Plus it handles all the edge cases—stable function references with useRef, latest state access in cleanup callbacks, automatic validation and error handling, proper cleanup timing and execution order in React development. No more memory leaks or forgotten cleanup tasks.

This free open source React hook manages cleanup state while you focus on building features. Whether you're creating React applications, Next.js dashboards, or TypeScript components, reliable unmount handling keeps your JavaScript development clean.

Features

  • Automatic cleanup with guaranteed execution when component unmounts in React applications
  • Latest closure access ensuring cleanup functions have access to current state and props in TypeScript components
  • Function validation with runtime type checking and descriptive error messages for Next.js projects
  • Memory leak prevention using stable references and proper cleanup timing in JavaScript development
  • Type-safe implementation with comprehensive TypeScript definitions and validation for React frameworks
  • Centralized cleanup providing single location for all unmount logic in modern applications
  • Free open source designed for modern React development workflows

When you'll actually use this

Real talk—this isn't for every component cleanup in React applications. Simple useEffect cleanup functions work fine for basic scenarios. But when you need centralized unmount logic with guaranteed latest state access, this React hook delivers in Next.js projects.

Perfect for:

  • API request cleanup - Cancel pending network requests and AbortController management built with TypeScript
  • Subscription management - WebSocket disconnections, event stream cleanup, real-time data using React patterns
  • Timer and interval cleanup - Clear timeouts, intervals, and animation frames in JavaScript applications
  • Event listener removal - Window, document, and DOM event cleanup in React components
  • Resource cleanup - File handles, database connections, worker termination in Next.js applications
  • Analytics and tracking - Send usage metrics, performance data, user behavior on exit using TypeScript safety

API Reference

useUnmount

useUnmount(fn: () => void): void
ParameterTypeDescription
fn() => voidCleanup function to execute on component unmount (validates function type)

Things to watch out for

Latest closure is always used: The React hook uses useRef to maintain a reference to the most recent cleanup function, ensuring access to current state and props in React applications. This prevents stale closure issues common in manual useEffect cleanup in TypeScript components.

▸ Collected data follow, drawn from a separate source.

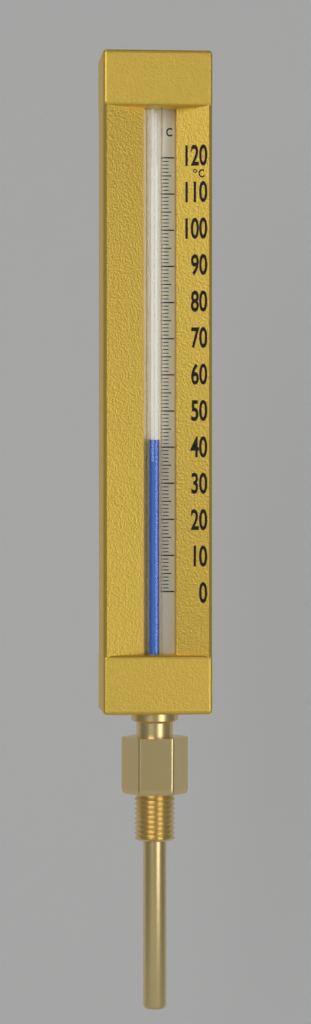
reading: 42 °C
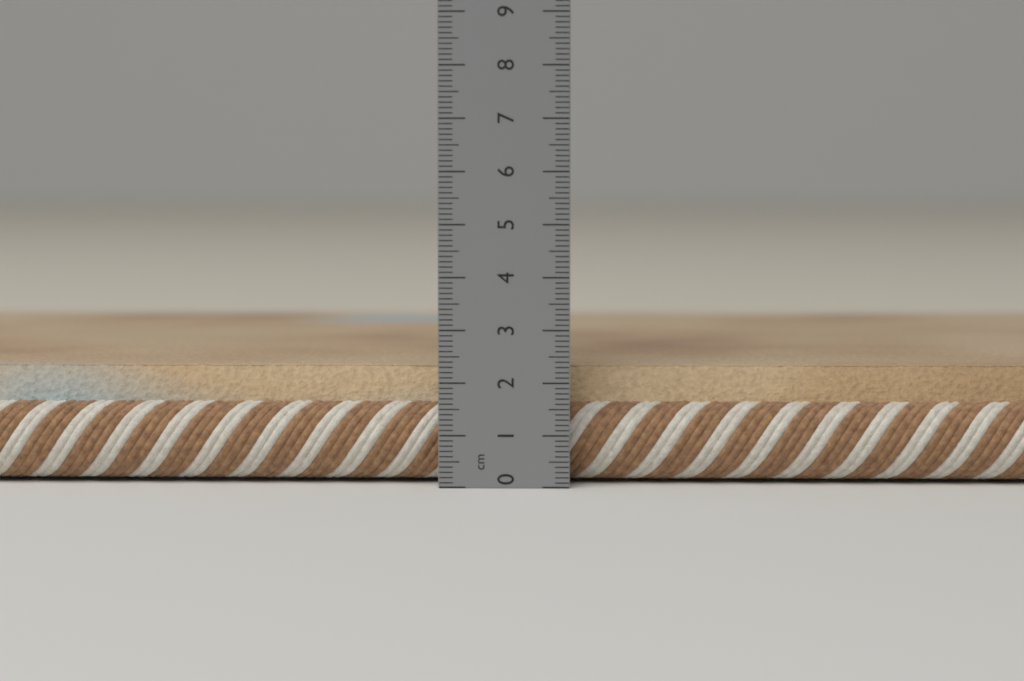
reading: 2.3 cm
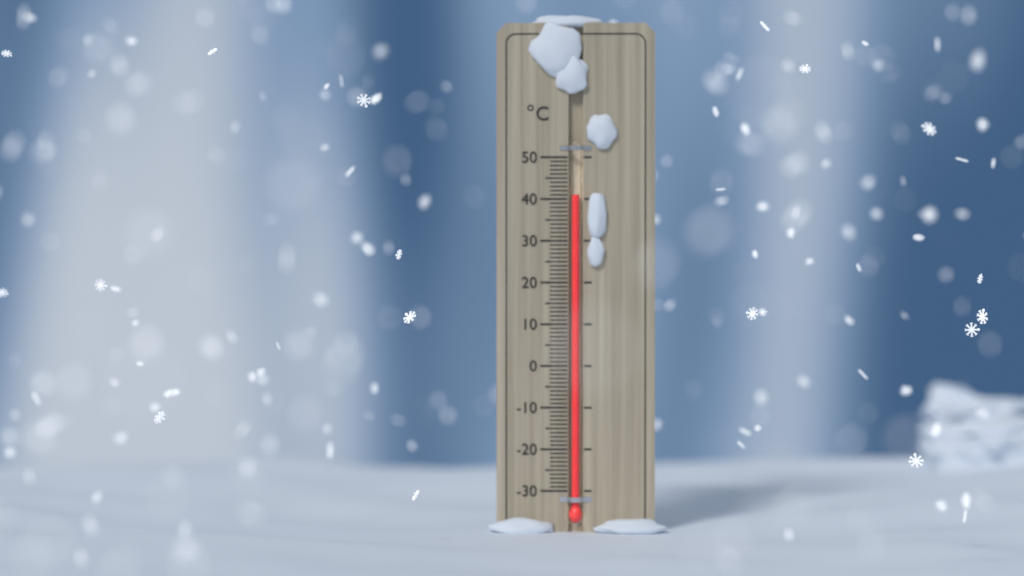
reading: 41 °C
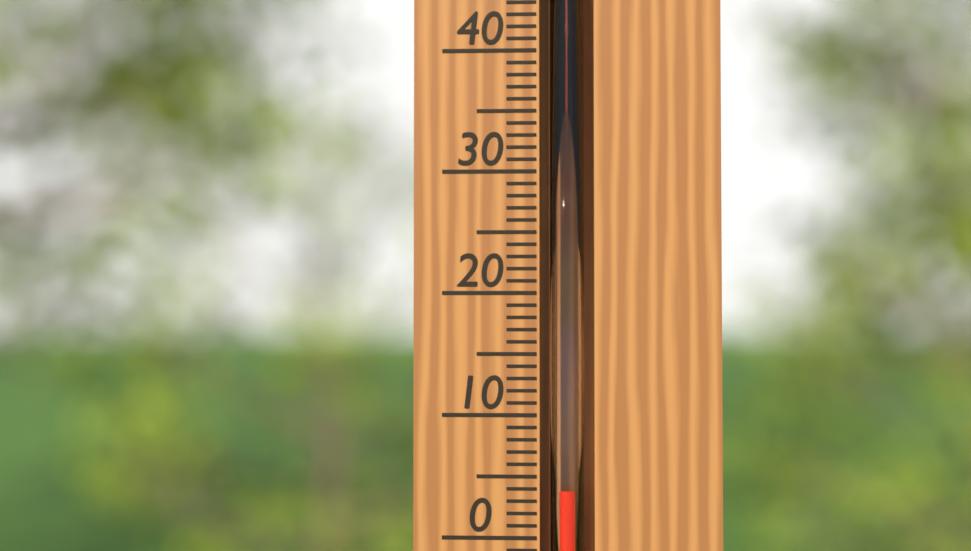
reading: 4 °C
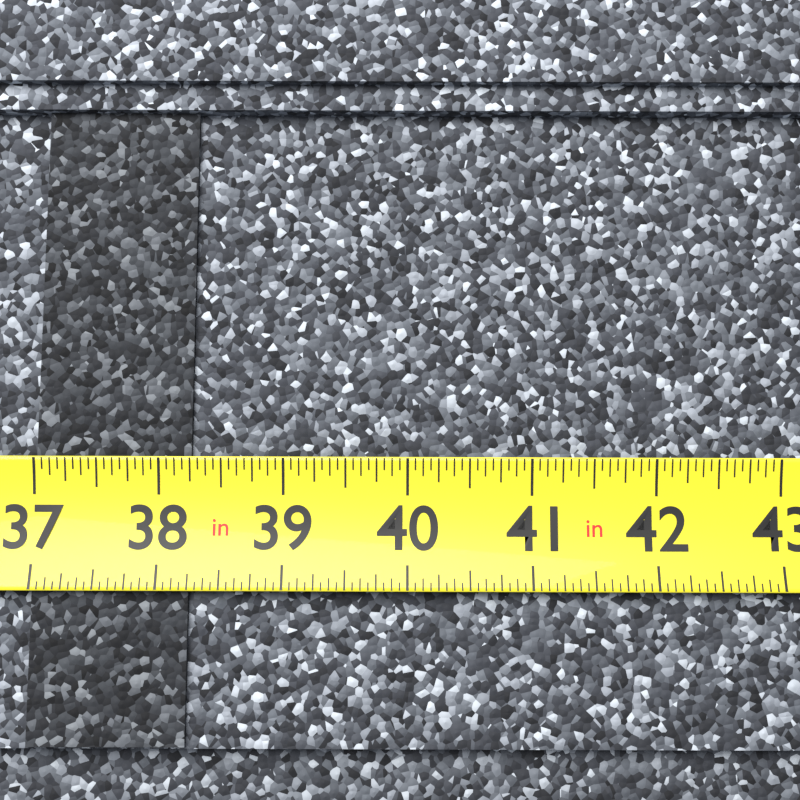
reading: 38.2500 in
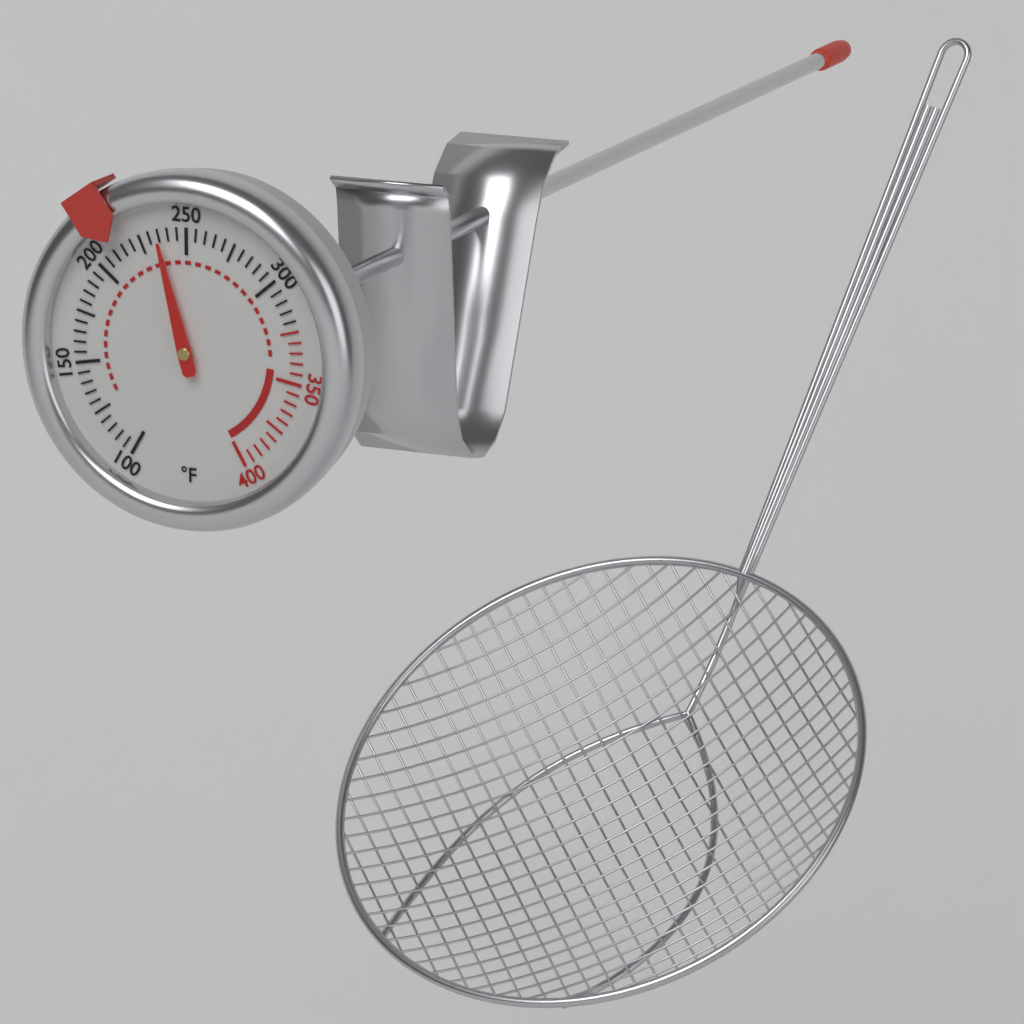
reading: 235 °F
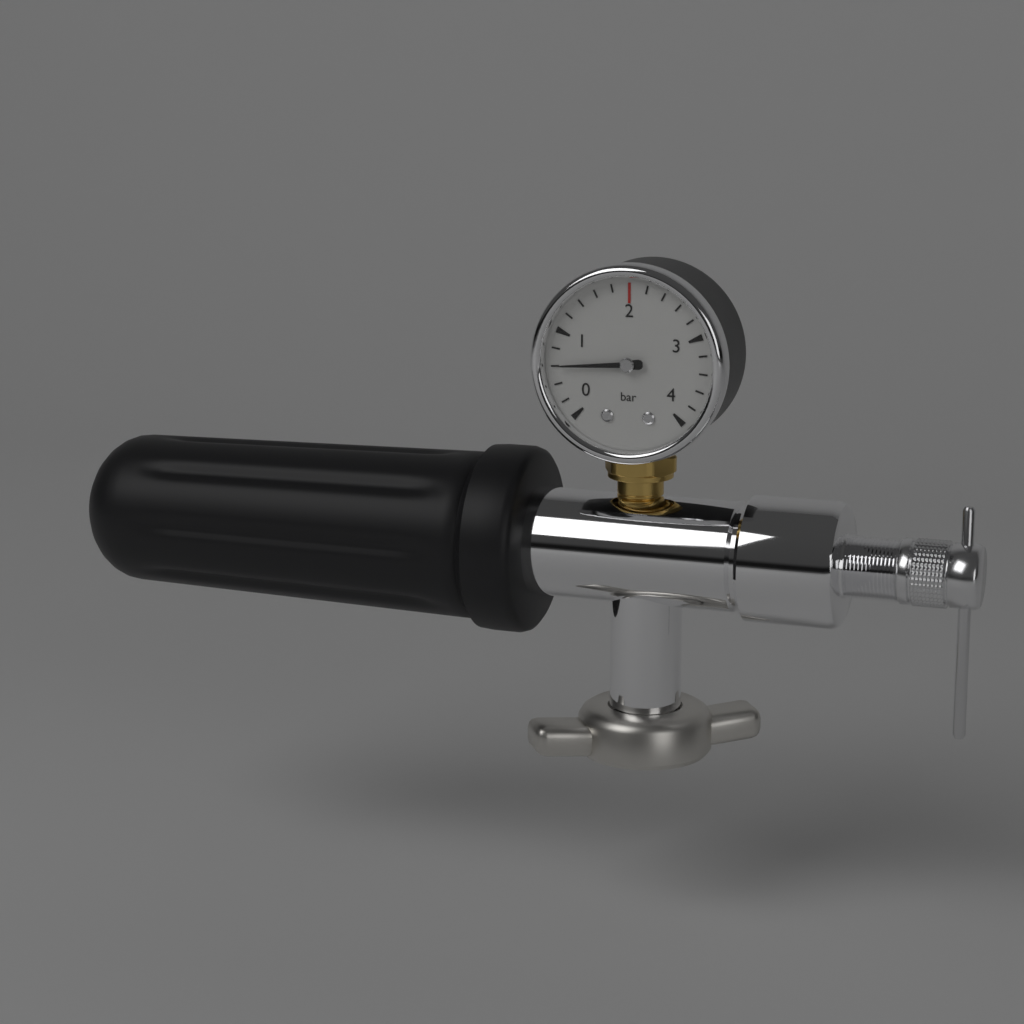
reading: 0.6 bar
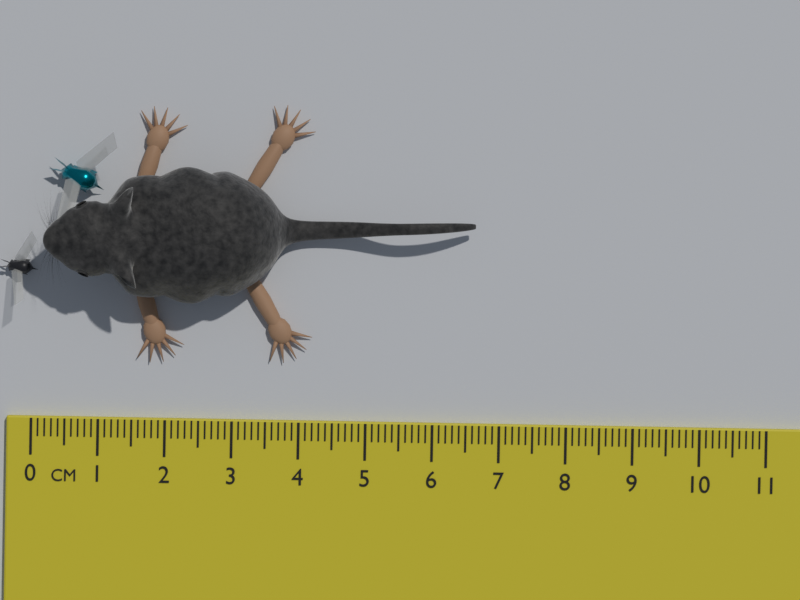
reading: 6.6 cm
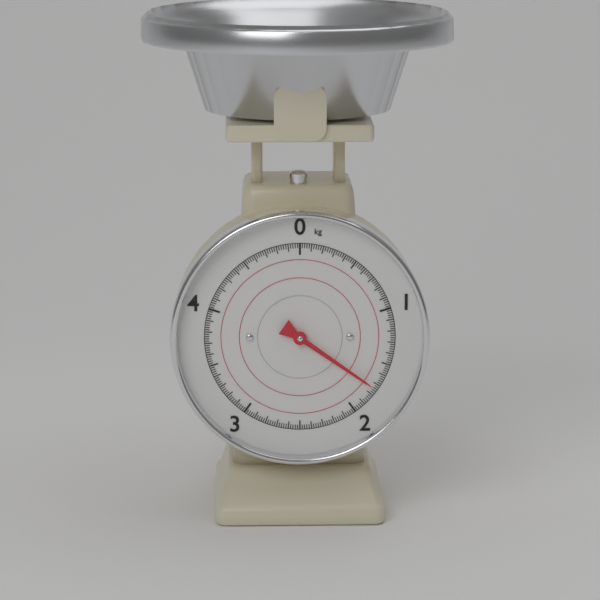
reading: 1.74 kg
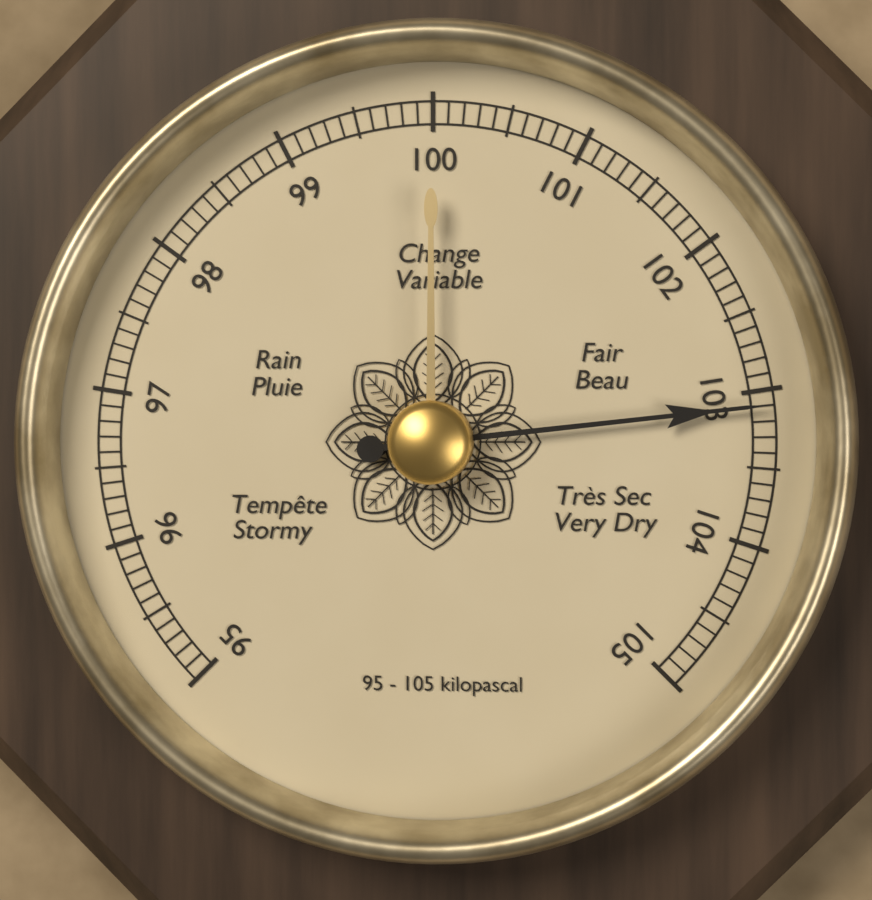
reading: 103.1 kPa
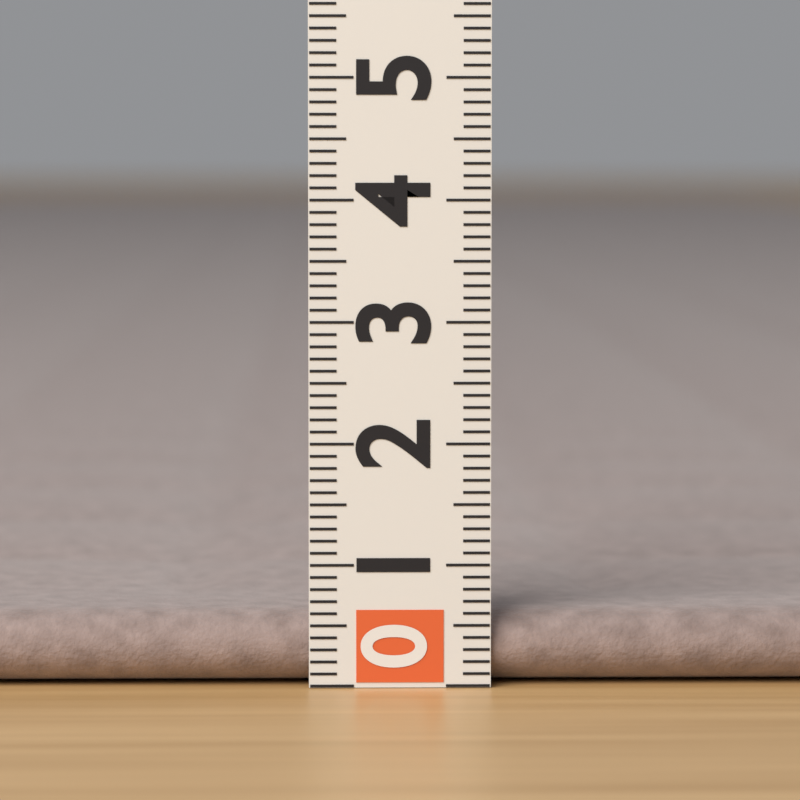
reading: 0.6 (no unit)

Function validation is strict: The React hook validates that the parameter is actually a function and throws a descriptive error if not in Next.js projects. This prevents runtime errors from passing invalid cleanup handlers in JavaScript applications.

Cleanup runs only on unmount: Unlike useEffect cleanup that runs on every dependency change, this React hook's cleanup function executes only when the component unmounts in React frameworks. For dependency-based cleanup, stick with useEffect in TypeScript projects.

Multiple useUnmount calls work independently: You can use multiple useUnmount hooks in the same component, and each will execute its cleanup function independently on unmount in modern applications. This provides flexible cleanup organization for complex components.